The microwave oven has been tripping the GFCI that it’s plugged into almost daily, whereas it never has before unless the toaster oven was accidentally used at the same time. It’s a 1000-watt oven, probably 4 years old, give or take. The GFCI was installed by an electrician maybe 15 years ago.
I assume this mean it’s dying? Is it unsafe to use in the meantime?
Is this a GFCI outlet device? AFAIK, those aren’t overcurrent protection circuit breakers, which is usually what begins to degrade with age.
I suppose a GFC may spuriously trip if it’s old and degraded, but I would also carefully consider whether maybe it’s something on the circuit causing a current imbalance and a genuine GFC trip, rather than the GFC acting up.
It could be a problem with the GFCI, with the microwave, or with the wiring. GFCIs can trip due to overload, but their primary purpose is to detect leaks across the hot and neutral wires. A bad GFCI outlet is less of a concern than a potential short in the oven or wiring, which could be bad.

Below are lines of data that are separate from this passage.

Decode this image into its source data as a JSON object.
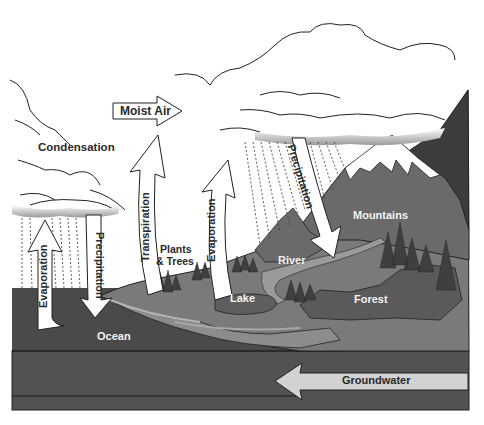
{
  "diagram": {
    "labels": {
      "moist_air": "Moist Air",
      "condensation": "Condensation",
      "transpiration": "Transpiration",
      "evaporation_left": "Evaporation",
      "precipitation_left": "Precipitation",
      "evaporation_lake": "Evaporation",
      "precipitation_right": "Precipitation",
      "plants_trees_line1": "Plants",
      "plants_trees_line2": "& Trees",
      "mountains": "Mountains",
      "river": "River",
      "lake": "Lake",
      "forest": "Forest",
      "ocean": "Ocean",
      "groundwater": "Groundwater"
    },
    "colors": {
      "background": "#ffffff",
      "ocean": "#4a4a4a",
      "ground_band": "#525252",
      "land": "#7a7a7a",
      "mountain": "#6a6a6a",
      "dark_mountain": "#3c3c3c",
      "forest": "#4e4e4e",
      "lake": "#8c8c8c",
      "arrow_fill": "#ffffff",
      "groundwater_arrow": "#d2d2d2",
      "outline": "#222222"
    }
  }
}
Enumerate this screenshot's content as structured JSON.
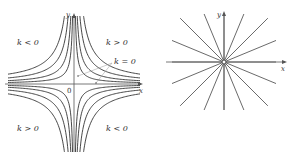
{
  "left_figure": {
    "axis_x_label": "x",
    "axis_y_label": "y",
    "origin_label": "0",
    "region_labels": {
      "top_left": "k < 0",
      "top_right": "k > 0",
      "bottom_left": "k > 0",
      "bottom_right": "k < 0"
    },
    "annotation": "k = 0",
    "curve_family": "xy = k",
    "k_values": [
      1,
      2.2,
      4,
      6.5
    ]
  },
  "right_figure": {
    "axis_x_label": "x",
    "axis_y_label": "y",
    "ray_count": 16,
    "origin_marker": "open-circle"
  },
  "colors": {
    "curve": "#333333",
    "axis": "#555555",
    "annotation_line": "#999999"
  }
}
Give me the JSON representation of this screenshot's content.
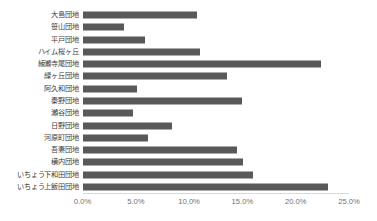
{
  "chart_data": {
    "type": "bar",
    "orientation": "horizontal",
    "title": "",
    "subtitle": "",
    "xlabel": "",
    "ylabel": "",
    "xlim": [
      0,
      25
    ],
    "xticks": [
      0,
      5,
      10,
      15,
      20,
      25
    ],
    "xtick_labels": [
      "0.0%",
      "5.0%",
      "10.0%",
      "15.0%",
      "20.0%",
      "25.0%"
    ],
    "grid": false,
    "legend": null,
    "bar_color": "#595959",
    "axis_color": "#d9d9d9",
    "background": "#ffffff",
    "unit": "%",
    "categories": [
      "大島団地",
      "笹山団地",
      "平戸団地",
      "ハイム桜ヶ丘",
      "綾瀬寺尾団地",
      "緑ヶ丘団地",
      "阿久和団地",
      "秦野団地",
      "瀬谷団地",
      "日野団地",
      "河原町団地",
      "吾妻団地",
      "横内団地",
      "いちょう下和田団地",
      "いちょう上飯田団地"
    ],
    "values": [
      10.7,
      3.9,
      5.9,
      11.0,
      22.4,
      13.6,
      5.1,
      15.0,
      4.7,
      8.4,
      6.1,
      14.5,
      15.1,
      16.0,
      23.0
    ],
    "points": [
      {
        "category": "大島団地",
        "value": 10.7
      },
      {
        "category": "笹山団地",
        "value": 3.9
      },
      {
        "category": "平戸団地",
        "value": 5.9
      },
      {
        "category": "ハイム桜ヶ丘",
        "value": 11.0
      },
      {
        "category": "綾瀬寺尾団地",
        "value": 22.4
      },
      {
        "category": "緑ヶ丘団地",
        "value": 13.6
      },
      {
        "category": "阿久和団地",
        "value": 5.1
      },
      {
        "category": "秦野団地",
        "value": 15.0
      },
      {
        "category": "瀬谷団地",
        "value": 4.7
      },
      {
        "category": "日野団地",
        "value": 8.4
      },
      {
        "category": "河原町団地",
        "value": 6.1
      },
      {
        "category": "吾妻団地",
        "value": 14.5
      },
      {
        "category": "横内団地",
        "value": 15.1
      },
      {
        "category": "いちょう下和田団地",
        "value": 16.0
      },
      {
        "category": "いちょう上飯田団地",
        "value": 23.0
      }
    ]
  }
}
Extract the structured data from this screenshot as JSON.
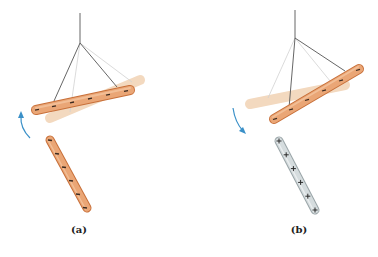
{
  "figure": {
    "colors": {
      "rod_orange": "#e8a070",
      "rod_orange_edge": "#c8703a",
      "rod_ghost": "#f3d9bf",
      "rod_glass": "#cfd6d8",
      "rod_glass_edge": "#9aa5a8",
      "string": "#555555",
      "string_ghost": "#cfcfcf",
      "arrow": "#3a90c8",
      "charge": "#3a2a20"
    },
    "panels": [
      {
        "id": "a",
        "caption": "(a)",
        "suspended_rod_charge": "negative",
        "nearby_rod_charge": "negative",
        "nearby_rod_material": "orange (rubber)",
        "rotation_direction": "counterclockwise (up, away)",
        "charge_symbols_suspended": [
          "−",
          "−",
          "−",
          "−",
          "−",
          "−"
        ],
        "charge_symbols_nearby": [
          "−",
          "−",
          "−",
          "−",
          "−",
          "−"
        ]
      },
      {
        "id": "b",
        "caption": "(b)",
        "suspended_rod_charge": "negative",
        "nearby_rod_charge": "positive",
        "nearby_rod_material": "glass",
        "rotation_direction": "clockwise (down, toward)",
        "charge_symbols_suspended": [
          "−",
          "−",
          "−",
          "−",
          "−",
          "−"
        ],
        "charge_symbols_nearby": [
          "+",
          "+",
          "+",
          "+",
          "+",
          "+"
        ]
      }
    ]
  }
}
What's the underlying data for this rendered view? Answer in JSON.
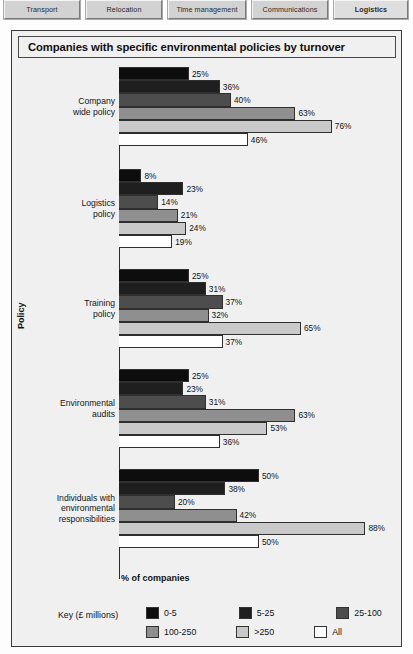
{
  "tabs": [
    {
      "label": "Transport",
      "active": false
    },
    {
      "label": "Relocation",
      "active": false
    },
    {
      "label": "Time management",
      "active": false
    },
    {
      "label": "Communications",
      "active": false
    },
    {
      "label": "Logistics",
      "active": true
    }
  ],
  "chart_data": {
    "type": "bar",
    "orientation": "horizontal",
    "title": "Companies with specific environmental policies by turnover",
    "xlabel": "% of companies",
    "ylabel": "Policy",
    "xlim": [
      0,
      100
    ],
    "grid": false,
    "legend_title": "Key (£ millions)",
    "legend_position": "bottom",
    "value_suffix": "%",
    "categories": [
      "Company\nwide policy",
      "Logistics\npolicy",
      "Training\npolicy",
      "Environmental\naudits",
      "Individuals with\nenvironmental\nresponsibilities"
    ],
    "series": [
      {
        "name": "0-5",
        "color": "#0d0d0d",
        "values": [
          25,
          8,
          25,
          25,
          50
        ]
      },
      {
        "name": "5-25",
        "color": "#1f1f1f",
        "values": [
          36,
          23,
          31,
          23,
          38
        ]
      },
      {
        "name": "25-100",
        "color": "#4d4d4d",
        "values": [
          40,
          14,
          37,
          31,
          20
        ]
      },
      {
        "name": "100-250",
        "color": "#8f8f8f",
        "values": [
          63,
          21,
          32,
          63,
          42
        ]
      },
      {
        "name": ">250",
        "color": "#c9c9c9",
        "values": [
          76,
          24,
          65,
          53,
          88
        ]
      },
      {
        "name": "All",
        "color": "#ffffff",
        "values": [
          46,
          19,
          37,
          36,
          50
        ]
      }
    ],
    "labels": [
      [
        "25%",
        "36%",
        "40%",
        "63%",
        "76%",
        "46%"
      ],
      [
        "8%",
        "23%",
        "14%",
        "21%",
        "24%",
        "19%"
      ],
      [
        "25%",
        "31%",
        "37%",
        "32%",
        "65%",
        "37%"
      ],
      [
        "25%",
        "23%",
        "31%",
        "63%",
        "53%",
        "36%"
      ],
      [
        "50%",
        "38%",
        "20%",
        "42%",
        "88%",
        "50%"
      ]
    ]
  }
}
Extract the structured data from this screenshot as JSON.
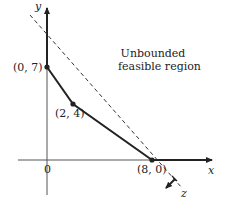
{
  "diagram": {
    "axes": {
      "x_label": "x",
      "y_label": "y",
      "origin_label": "0"
    },
    "points": [
      {
        "label": "(0, 7)",
        "x": 0,
        "y": 7
      },
      {
        "label": "(2, 4)",
        "x": 2,
        "y": 4
      },
      {
        "label": "(8, 0)",
        "x": 8,
        "y": 0
      }
    ],
    "region": {
      "line1": "Unbounded",
      "line2": "feasible region"
    },
    "objective": {
      "label": "z",
      "style": "dashed"
    },
    "colors": {
      "ink": "#222222",
      "axis": "#555555",
      "background": "#ffffff"
    }
  }
}
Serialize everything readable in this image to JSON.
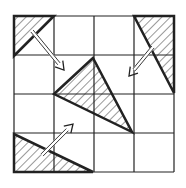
{
  "diagram": {
    "type": "grid-puzzle",
    "grid": {
      "rows": 4,
      "cols": 4,
      "x0": 14,
      "y0": 16,
      "x1": 174,
      "y1": 172
    },
    "colors": {
      "line": "#222222",
      "hatch": "#333333",
      "background": "#ffffff"
    },
    "triangles": [
      {
        "name": "top-left-triangle",
        "points": "14,16 54,16 14,56"
      },
      {
        "name": "top-right-triangle",
        "points": "134,16 174,16 174,93"
      },
      {
        "name": "center-triangle",
        "points": "93,58 54,94 132,132"
      },
      {
        "name": "bottom-left-triangle",
        "points": "14,134 14,172 93,172"
      }
    ],
    "arrows": [
      {
        "name": "arrow-top-left-to-center",
        "from": [
          32,
          31
        ],
        "to": [
          64,
          70
        ]
      },
      {
        "name": "arrow-top-right-to-center",
        "from": [
          153,
          47
        ],
        "to": [
          129,
          76
        ]
      },
      {
        "name": "arrow-bottom-left-to-center",
        "from": [
          42,
          155
        ],
        "to": [
          73,
          124
        ]
      }
    ]
  }
}
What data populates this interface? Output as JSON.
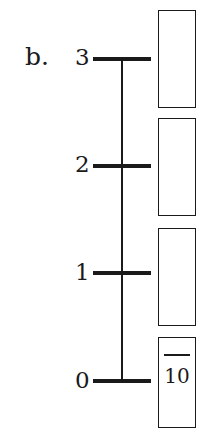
{
  "problem_label": "b.",
  "number_line": {
    "ticks": [
      {
        "value": "3"
      },
      {
        "value": "2"
      },
      {
        "value": "1"
      },
      {
        "value": "0"
      }
    ]
  },
  "boxes": [
    {
      "numerator": "",
      "denominator": ""
    },
    {
      "numerator": "",
      "denominator": ""
    },
    {
      "numerator": "",
      "denominator": ""
    },
    {
      "numerator": "",
      "denominator": "10"
    }
  ]
}
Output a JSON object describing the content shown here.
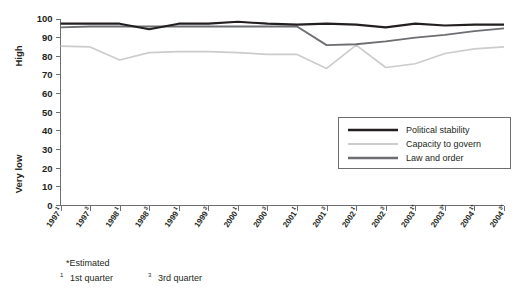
{
  "chart_data": {
    "type": "line",
    "title": "",
    "xlabel": "",
    "ylabel": "",
    "ylim": [
      0,
      100
    ],
    "grid": false,
    "legend_position": "center-right",
    "y_axis_top_label": "High",
    "y_axis_bottom_label": "Very low",
    "ytick_labels": [
      "0",
      "10",
      "20",
      "30",
      "40",
      "50",
      "60",
      "70",
      "80",
      "90",
      "100"
    ],
    "ytick_values": [
      0,
      10,
      20,
      30,
      40,
      50,
      60,
      70,
      80,
      90,
      100
    ],
    "categories": [
      "1997¹",
      "1997³",
      "1998¹",
      "1998³",
      "1999¹",
      "1999³",
      "2000¹",
      "2000³",
      "2001¹",
      "2001³",
      "2002¹",
      "2002³",
      "2003¹*",
      "2003³*",
      "2004¹*",
      "2004³*"
    ],
    "category_bases": [
      "1997",
      "1997",
      "1998",
      "1998",
      "1999",
      "1999",
      "2000",
      "2000",
      "2001",
      "2001",
      "2002",
      "2002",
      "2003",
      "2003",
      "2004",
      "2004"
    ],
    "category_sups": [
      "1",
      "3",
      "1",
      "3",
      "1",
      "3",
      "1",
      "3",
      "1",
      "3",
      "1",
      "3",
      "1*",
      "3*",
      "1*",
      "3*"
    ],
    "series": [
      {
        "name": "Political stability",
        "color": "#231f20",
        "values": [
          97.5,
          97.5,
          97.5,
          94.5,
          97.5,
          97.5,
          98.5,
          97.5,
          97,
          97.5,
          97,
          95.5,
          97.5,
          96.5,
          97,
          97
        ]
      },
      {
        "name": "Capacity to govern",
        "color": "#cccccc",
        "values": [
          85.5,
          85,
          78,
          82,
          82.5,
          82.5,
          82,
          81,
          81,
          73.5,
          86,
          74,
          76,
          81.5,
          84,
          85
        ]
      },
      {
        "name": "Law and order",
        "color": "#6d6e71",
        "values": [
          95.5,
          96,
          96,
          96,
          96,
          96,
          96,
          96,
          96,
          86,
          86.5,
          88,
          90,
          91.5,
          93.5,
          95
        ]
      }
    ]
  },
  "legend": {
    "items": [
      {
        "label": "Political stability",
        "color": "#231f20"
      },
      {
        "label": "Capacity to govern",
        "color": "#cccccc"
      },
      {
        "label": "Law and order",
        "color": "#6d6e71"
      }
    ]
  },
  "footnotes": {
    "estimated": "*Estimated",
    "q1_sup": "1",
    "q1_text": "1st quarter",
    "q3_sup": "3",
    "q3_text": "3rd quarter"
  }
}
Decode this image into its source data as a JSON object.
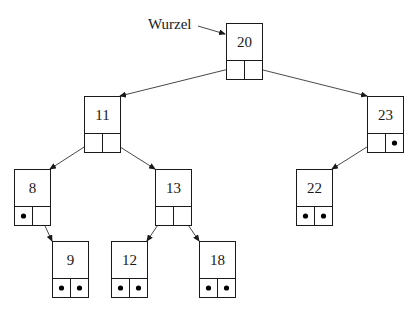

Do you have another GFCI circuit nearby that you could plug your oven into and see if that one trips? If yes, get a new oven. If not, replace the GFCI.
I would guess that there is goop from cooking in the power supply, creating a small current leak to ground. Probably not a DIY fix, unless you are particularly handy.
If you suspect the GFCI, you can certainly replace it. At worst, you’ll discover the problem continues even with the new GFCI, in which case you can move on to the next likely culprit: the microwave.
The classic related issue is toasting frozen bread. Condensation forming inside the toaster can trip GFCIs. So nuking stuff that gets very steamy isn’t a stretch to imagine causing issues.
Anything that can lead to a slight leakage path is going to be a problem. If not related to food being nuked, other sources of grunk in a kitchen may also be the root cause.
Anecdote from a friend of mine years ago. His mother had just paid to have a GFCI installed on the house, back when they were pretty new. She was complaining about the price.
He was doing some handywork for her, and drilled into a beam. On the other side of the beam was a mains run. The drill went straight through and into the wiring. He got a solid jolt, and the GFCI tripped.
Quoth he to his mother. “That just paid for itself.”
I have had to chase down annoying faults that tripped a GFCI. Water leaking onto an outlet was a sobering one.